Sunday, June 24, 2012

"Sing Free:" the track that insisted on re-writing itself (with MP3 sample)

"Sing Free" is the first track from the album "Hydrogen" I began recording, and it's the track that was giving me the most hell. Perhaps that is because I was trying too hard; trying to make the beats too aggressive, trying to sing too high, trying to drown the whole thing in too much electricity.

So after a month of ignoring the half-completed track and letting it sit on my hard drive, I decided to turn it totally upside-down. I've heard other musicians say they sometimes like the results they get when they totally strip everything down, so that's what I did. And here is a snippet:


This snippet is far from perfect from a performance standpoint, but in a way I think that's part of its appeal. When I originally thought to record "Hydrogen" I said to myself "this is the album that will be more perfect and precise than anything I have done before."  This turned out to be nonsense. Of course, nothing is ever perfect unless it is generated completely by computer (and that right there can present its own set of problems).  So what I now realize is that "Hydrogen" will be appealing for the mixture of the organic and the exact, and hopefully I will be a skilled enough musician to keep up with the exact. So far it's been a tad questionable.

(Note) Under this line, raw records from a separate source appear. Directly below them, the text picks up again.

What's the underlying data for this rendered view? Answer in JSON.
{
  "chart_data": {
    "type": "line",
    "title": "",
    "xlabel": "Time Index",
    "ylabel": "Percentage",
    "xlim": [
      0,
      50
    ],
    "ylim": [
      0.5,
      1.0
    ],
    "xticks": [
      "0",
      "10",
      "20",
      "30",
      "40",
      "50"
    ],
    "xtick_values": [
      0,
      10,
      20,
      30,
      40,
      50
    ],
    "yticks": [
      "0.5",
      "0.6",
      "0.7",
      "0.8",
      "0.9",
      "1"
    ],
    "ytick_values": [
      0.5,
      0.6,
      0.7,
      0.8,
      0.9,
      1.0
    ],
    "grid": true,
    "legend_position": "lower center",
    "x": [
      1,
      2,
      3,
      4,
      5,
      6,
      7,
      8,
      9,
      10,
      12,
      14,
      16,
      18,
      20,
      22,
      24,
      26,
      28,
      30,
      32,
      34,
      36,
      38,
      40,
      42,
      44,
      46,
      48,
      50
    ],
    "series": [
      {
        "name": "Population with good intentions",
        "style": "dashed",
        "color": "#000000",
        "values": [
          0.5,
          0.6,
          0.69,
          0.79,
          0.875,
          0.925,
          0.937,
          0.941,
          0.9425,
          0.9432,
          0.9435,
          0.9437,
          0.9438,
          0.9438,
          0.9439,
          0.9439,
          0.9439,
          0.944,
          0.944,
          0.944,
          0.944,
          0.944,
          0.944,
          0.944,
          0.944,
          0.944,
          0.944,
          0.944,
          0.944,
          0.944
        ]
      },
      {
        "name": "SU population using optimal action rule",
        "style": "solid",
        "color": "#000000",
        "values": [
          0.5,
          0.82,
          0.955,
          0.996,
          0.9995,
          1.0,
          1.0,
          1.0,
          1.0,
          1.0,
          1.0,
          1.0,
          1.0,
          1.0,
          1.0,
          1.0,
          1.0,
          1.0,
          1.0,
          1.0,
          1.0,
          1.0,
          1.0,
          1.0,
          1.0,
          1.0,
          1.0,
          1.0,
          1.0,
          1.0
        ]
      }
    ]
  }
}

Another issue I've been having recently also emerged here. For some reason, my singing voice always tends to record better and richer when I'm playing guitar along with it instead of overdubbing the voice over a pre-recorded track. I still haven't figured out why this is so. It could have to do with feeling more connected to the rhythm of the piece, but that is all speculation. As a general studio rule, vocals should usually be overdubbed and not recorded live with other instruments, so I'm breaking that rule here for the sake of getting a recording that sounds "real," whatever that means.